YOKOHAMA, Japan — When the skin care company Shiseido opens its 76,000-square-foot “global innovation center” in this city 20 miles south of Tokyo to the public next week, there will be a grand S-shaped staircase for the taking of selfies; a terrace on the 15th floor, also ideal for selfies; and a theater for lectures and demonstrations, which, presumably, will show up in the background of many selfies.
A global innovation center tailored for social media, or S/PARK, as Shiseido is calling this complex of research labs and public space, is part of a many-layered rebranding underway for the 147-year-old maker of skin care, makeup and perfume.
While the West has gone mad for Korea’s K-Beauty, deploying snail serum face masks at sleepovers and on #selfcaresundays, J-Beauty isn’t exactly a global phenomenon. Shiseido, which has 46,000 employees around the world and is aiming for sales of $11.6 billion by 2020, would like to change that.
“Japanese beauty has more to do with, if I may get a little philosophical, searching for the truth,” said Daniel Bruzzone, a senior vice president of marketing for the company. “You will find the Japanese more scientific and concerned with technology than the very cool, attention-grabbing, colorful and playful K-Beauty.”
Shiseido was founded in 1872 in Tokyo’s Ginza district, the Silicon Valley of its day. (The first Shiseido shop, modeled after a Western apothecary, is said to have introduced toothpaste to Japan.)
The company’s name means “virtue of the earth,” and even as it has expanded, acquiring brands including Nars, Bare Minerals and Laura Mercier, it has largely abided by the ethos of its first president, Shinzo Fukuhara: “Let the product speak for itself.”
If you build it, maybe they will come and buy cosmetics: The Shiseido center abuts a park.
“As a Japanese company, we are a bit humble and shy,” Mika Inoue, the senior vice president of the global innovation center, said on a recent morning at Shiseido’s Ginza headquarters. She wore a beige pantsuit and a mustard-colored blouse with a bow at the neck.
“In the past, we have lost opportunities because we didn’t speak up,” Ms. Inoue said. “These SMS times are good for us.”
Two years ago, Ms. Inoue and her team began sketching out a plan for the global innovation center, which includes a museum, skin diagnostic “beauty bar,” restaurant and a research and development facility (these are usually “far from the city,” she said, somewhere quiet, calm and green”).

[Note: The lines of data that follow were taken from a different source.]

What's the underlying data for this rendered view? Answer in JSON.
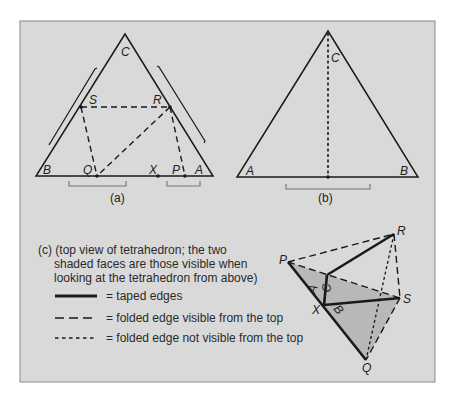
{
  "figure": {
    "background": "#d9d9d9",
    "shade": "#b8b8b8",
    "ink": "#1a1a1a",
    "bracket": "#777777"
  },
  "panel_a": {
    "caption": "(a)",
    "labels": {
      "C": "C",
      "S": "S",
      "R": "R",
      "B": "B",
      "Q": "Q",
      "X": "X",
      "P": "P",
      "A": "A"
    }
  },
  "panel_b": {
    "caption": "(b)",
    "labels": {
      "A": "A",
      "B": "B",
      "C": "C"
    }
  },
  "panel_c": {
    "caption_line1": "(c) (top view of tetrahedron; the two",
    "caption_line2": "shaded faces are those visible when",
    "caption_line3": "looking at the tetrahedron from above)",
    "legend": [
      {
        "style": "solid",
        "label": "= taped edges"
      },
      {
        "style": "dashed",
        "label": "= folded edge visible from the top"
      },
      {
        "style": "dotted",
        "label": "= folded edge not visible from the  top"
      }
    ],
    "labels": {
      "P": "P",
      "R": "R",
      "S": "S",
      "Q": "Q",
      "X": "X",
      "A": "A",
      "B": "B",
      "C": "C"
    }
  }
}
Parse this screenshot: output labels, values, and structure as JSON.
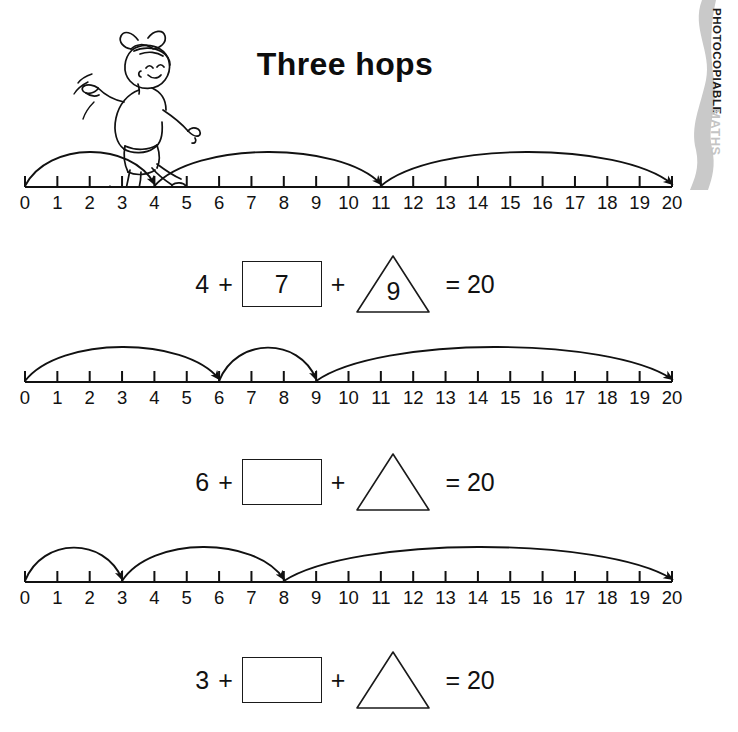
{
  "page": {
    "title": "Three hops",
    "side_tab": {
      "photocopiable": "PHOTOCOPIABLE",
      "subject": "MATHS"
    },
    "illustration": "hopping-girl-illustration",
    "ink_color": "#111111",
    "gray_color": "#c4c4c4",
    "ribbon_color": "#bfbfbf"
  },
  "numberline": {
    "min": 0,
    "max": 20,
    "ticks": [
      "0",
      "1",
      "2",
      "3",
      "4",
      "5",
      "6",
      "7",
      "8",
      "9",
      "10",
      "11",
      "12",
      "13",
      "14",
      "15",
      "16",
      "17",
      "18",
      "19",
      "20"
    ]
  },
  "exercises": [
    {
      "id": "exercise-1",
      "hops": [
        {
          "from": 0,
          "to": 4
        },
        {
          "from": 4,
          "to": 11
        },
        {
          "from": 11,
          "to": 20
        }
      ],
      "equation": {
        "first": "4",
        "plus1": "+",
        "box_value": "7",
        "plus2": "+",
        "triangle_value": "9",
        "equals": "= 20"
      }
    },
    {
      "id": "exercise-2",
      "hops": [
        {
          "from": 0,
          "to": 6
        },
        {
          "from": 6,
          "to": 9
        },
        {
          "from": 9,
          "to": 20
        }
      ],
      "equation": {
        "first": "6",
        "plus1": "+",
        "box_value": "",
        "plus2": "+",
        "triangle_value": "",
        "equals": "= 20"
      }
    },
    {
      "id": "exercise-3",
      "hops": [
        {
          "from": 0,
          "to": 3
        },
        {
          "from": 3,
          "to": 8
        },
        {
          "from": 8,
          "to": 20
        }
      ],
      "equation": {
        "first": "3",
        "plus1": "+",
        "box_value": "",
        "plus2": "+",
        "triangle_value": "",
        "equals": "= 20"
      }
    }
  ]
}
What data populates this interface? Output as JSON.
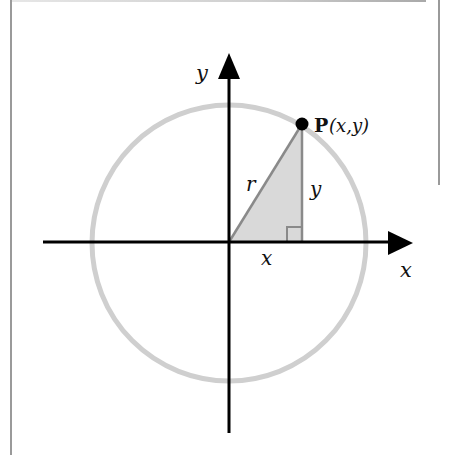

At the beauty bar, visitors will be able to participate in clinical-seeming tests, like one in which a technician runs a roller-ball-tipped sensor over the face, analyzes the data and recommends products and procedures.
Shiseido is testing new products, like “second skin,” a patented cream that tightens skin, smooths irregularities and peels off like a Band-Aid; and Optune, a contraption that purports to analyze a user’s mood, health and skin quality, then factors in the weather, and pulls from five cartridges to dispense a customized product, like an espresso machine.
Last year, to attract more millennials, the company overhauled its Shiseido makeup line, axing almost 100 products. “We conducted a lot of surveys,” Ms. Inoue said. “Compared to people in their 40s and 50s, the customers in their 20s and 30s have a different lifestyle. They also have a lot of doubt. They’re not confident.”
“So we spend a lot of time thinking about how we can make them confident and support their life,” Ms. Inoue said. “They have many important events ahead, and they don’t want to fail — a job interview, a serious boyfriend.”
She was speaking of women but said Shiseido is also “investigating men’s physiology and their needs, their lifestyle, who they want to become.” The company first came out with a men’s line in 1959.
“We realized men are also really concerned with how others see them,” Ms. Inoue said. “Impression is very important.”